There is no record that he gave any money to the University, but with a reputation for being both wealthy and benevolent, Short spent the remainder of his life devoted to philanthropic activities, including keeping others current with American and European political developments, the American Philosophical Society, and the American Colonization Society. Before he left for France, Short had sold the slaves he inherited, and though he was skeptical of the justice of uprooting slaves, he concluded that colonization was the best way to help blacks, protect slave owners, and thwart the proponents of a hasty abolition. He gave $10,000 to the American Colonization Society in his will and served as one of its presidents for the last decade of his life. Short also contributed to the fund to prevent the financial debacle that overwhelmed Jefferson in 1825-26. He was mortified that the "unfeeling ingrates" of the Virginia General Assembly were reluctant to allow a lottery on Jefferson's behalf after his sixty-one years of public service.[18]

- Rebecca Bowman, 9/29/97

Further Sources

References

  1. ^ Short to John Hartwell Cocke, March 25, 1835, Cocke Family Papers, Accession #640, etc., Special Collections, University of Virginia Library, quoted in George Green Shackelford, Jefferson's Adoptive Son: The Life of William Short 1759-1848 (Lexington: The University Press of Kentucky, 1993), 178. Most of the biographical information in this essay refers to Shackelford's work.
  2. ^ Jefferson to Madison, May 7, 1783, in PTJ, 6:266. Transcription available at Founders Online.
  3. ^ Shackelford, Jefferson's Adoptive Son, 41.
  4. ^ Jefferson to William Shippen, May 8, 1788, in PTJ, 13:146. Transcription available at Founders Online.
  5. ^ Jefferson to Monroe, May 11, 1785, in PTJ, 8:150. Transcription available at Founders Online.
  6. ^ Jefferson to Monroe, August 9, 1788, in PTJ, 13:490. Transcription available at Founders Online.
  7. ^ Jefferson to Short, March 24, 1789, in PTJ, 14:695. Transcription available at Founders Online.
  8. ^ Jefferson to Trumbull, June 1, 1789, in PTJ, 15:164. Transcription available at Founders Online.
  9. ^ Layette to Washington, May 25, 1788, in The Papers of George Washington, Confederation Series, eds.

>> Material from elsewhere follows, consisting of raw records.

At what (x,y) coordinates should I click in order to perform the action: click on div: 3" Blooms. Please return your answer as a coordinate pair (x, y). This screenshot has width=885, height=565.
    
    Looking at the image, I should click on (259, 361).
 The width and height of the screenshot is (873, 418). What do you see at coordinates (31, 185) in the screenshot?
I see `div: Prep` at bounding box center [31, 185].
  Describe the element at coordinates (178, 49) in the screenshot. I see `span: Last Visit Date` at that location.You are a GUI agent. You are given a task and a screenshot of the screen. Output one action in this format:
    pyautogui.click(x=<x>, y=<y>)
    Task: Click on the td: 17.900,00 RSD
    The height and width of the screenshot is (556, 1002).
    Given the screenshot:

W.W. Abbott and Dorothy Twohig (Charlottesville: University of Virginia Press, 1997), 6:294. Transcription available at Founders Online.
  10. ^ Short to John Hartwell Cocke, August 12, 1826, Cocke Family Papers, Accession #640, etc., Special Collections, University of Virginia Library, quoted in George Green Shackelford, "William Short and Albemarle," Magazine of Albemarle County History 15 (1955/56): 16-27.

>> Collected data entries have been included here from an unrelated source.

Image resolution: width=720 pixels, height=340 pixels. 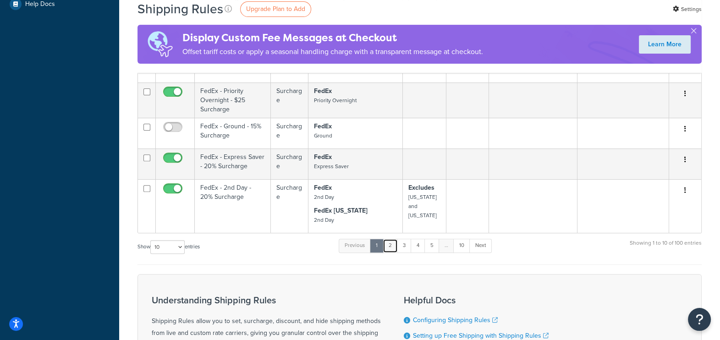 I want to click on a: 3, so click(x=404, y=246).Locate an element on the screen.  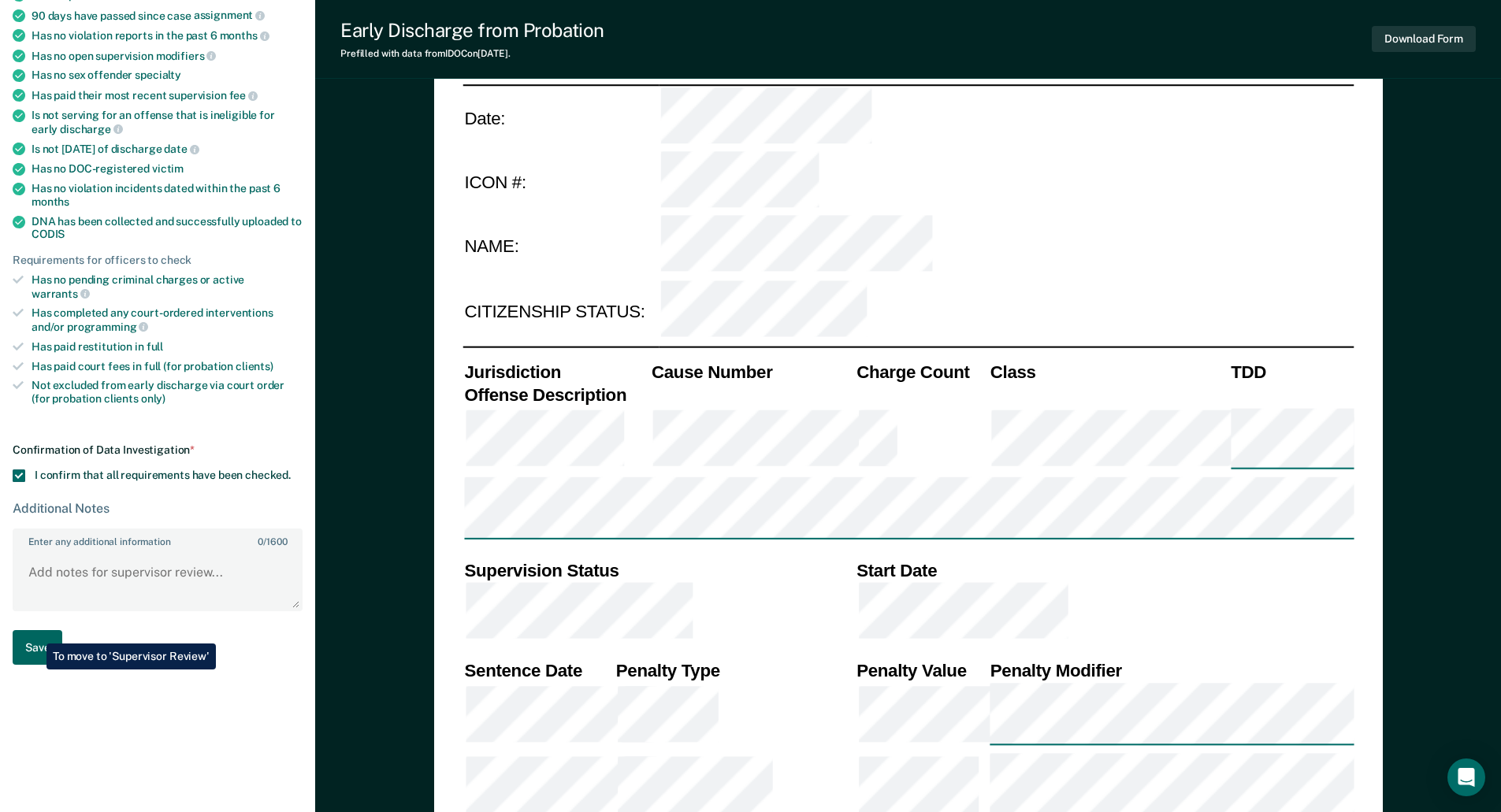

  11. ^ Short to Jefferson, May 7, 1816, in PTJ:RS, 10:21-22. Transcription available at Founders Online.
  12. ^ Jefferson to Short, June 12, 1807, in Ford, 10:415. Polygraph copy available online at the Library of Congress. Transcription available at Founders Online.
  13. ^ For a detailed account of Jefferson's financial dealings with Short, see Malone, Jefferson, 6:508-09.

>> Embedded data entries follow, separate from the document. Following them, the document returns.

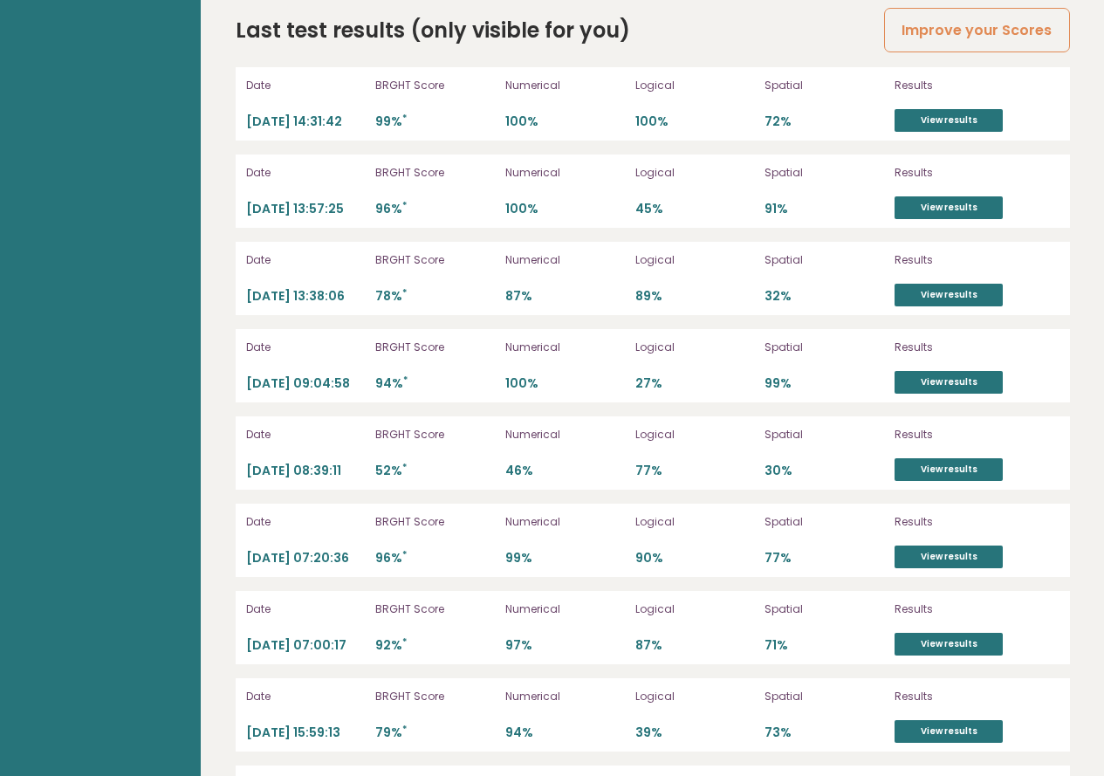 This screenshot has width=1104, height=776. What do you see at coordinates (824, 209) in the screenshot?
I see `p: 91%` at bounding box center [824, 209].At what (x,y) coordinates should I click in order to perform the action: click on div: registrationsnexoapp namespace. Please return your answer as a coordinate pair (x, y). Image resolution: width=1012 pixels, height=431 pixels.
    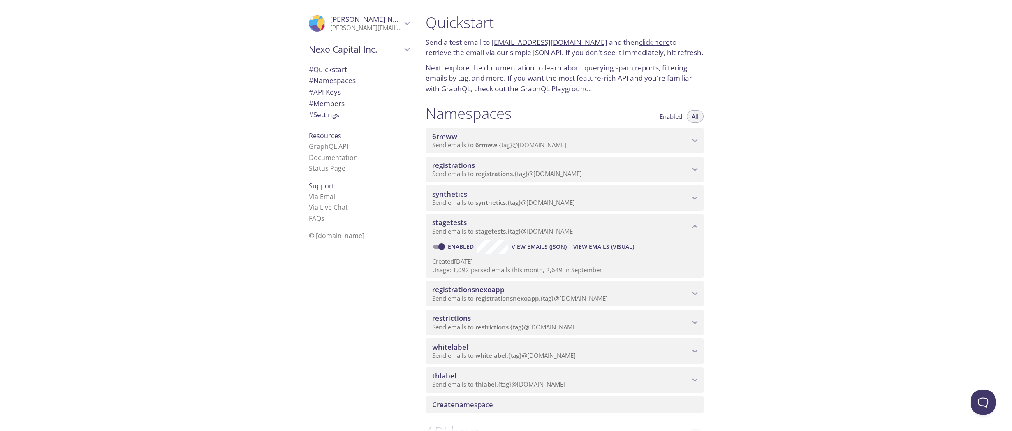
    Looking at the image, I should click on (565, 294).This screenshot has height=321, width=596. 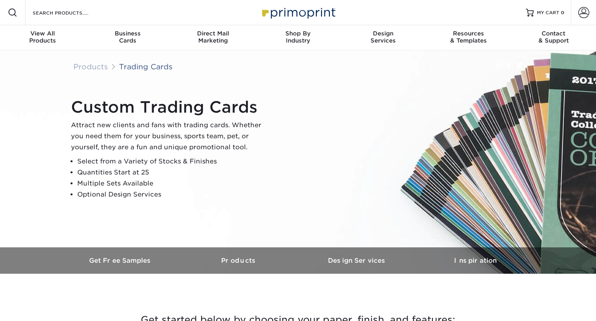 What do you see at coordinates (298, 12) in the screenshot?
I see `img: Primoprint` at bounding box center [298, 12].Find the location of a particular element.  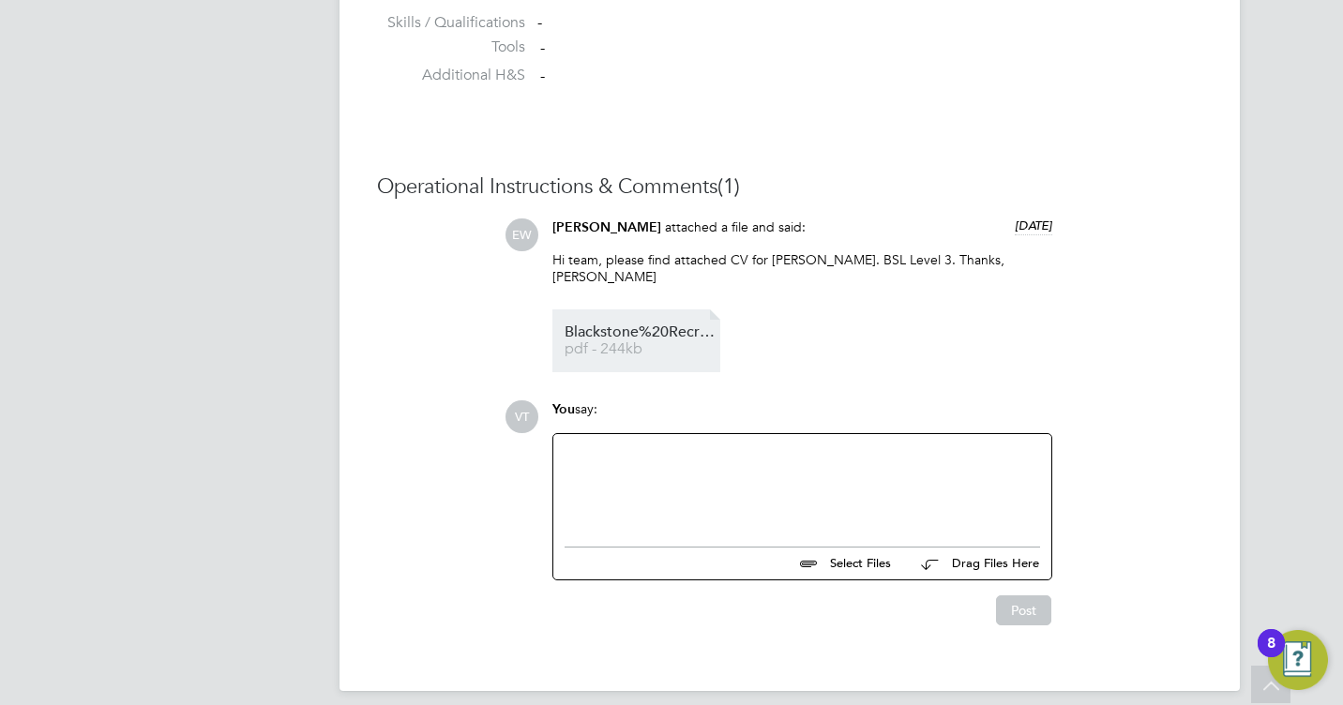

span: pdf - 244kb is located at coordinates (640, 349).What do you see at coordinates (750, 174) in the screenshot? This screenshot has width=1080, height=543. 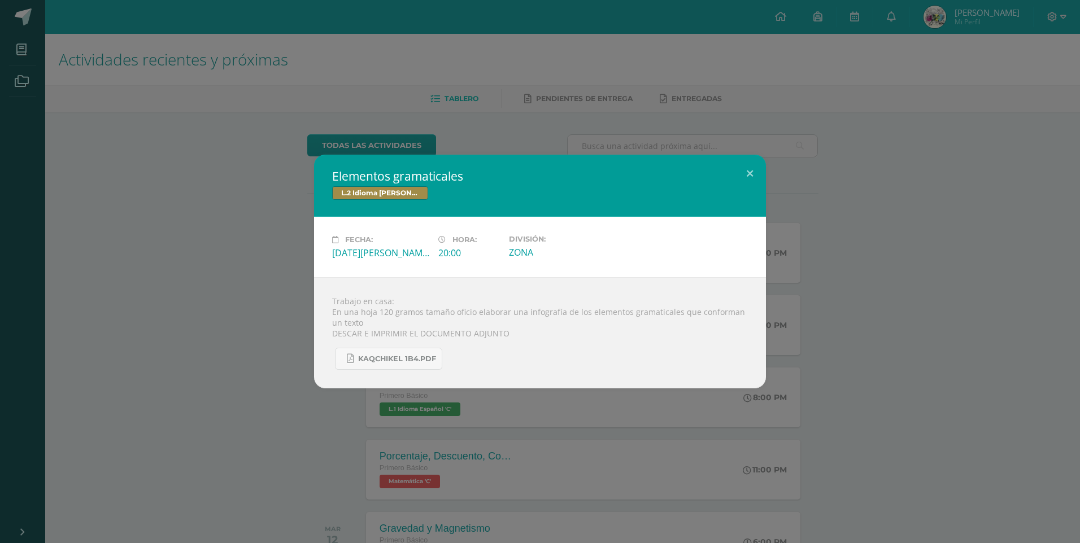 I see `button: Close (Esc)` at bounding box center [750, 174].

  14. ^ Jefferson to Short, October 31, 1819, in PTJ:RS, 15:162-65. Transcription available at Founders Online.
  15. ^ Short to Jefferson, June 29, 1820, Thomas Jefferson Papers, Library of Congress. Recipient's copy available online. Transcription available at Founders Online. Short writes of his apprehension about returning to Virginia, a result of a change in his attitude toward "two persons" in Jefferson's part of the County whom he hoped never to see again.
  16. ^ Short to Jefferson, July 4, 1817, in PTJ:RS, 11:500-03. Transcription available at Founders Online. See also Short to Jefferson, May 7, 1816, in PTJ:RS, 10:21-22 (transcription available at Founders Online); Shackelford, Jefferson's Adoptive Son, 169.
  17. ^ Short to John Hartwell Cocke, July 8, 1828, Cocke Family Papers, Accession #640, etc., Special Collections, University of Virginia Library, quoted in Shackelford, Jefferson's Adoptive Son, 175.
  18. ^ Short to Cocke, January 8, 1829, Cocke Family Papers, Accession #640, etc., Special Collections, University of Virginia Library, quoted in Shackelford, Jefferson's Adoptive Son, 176.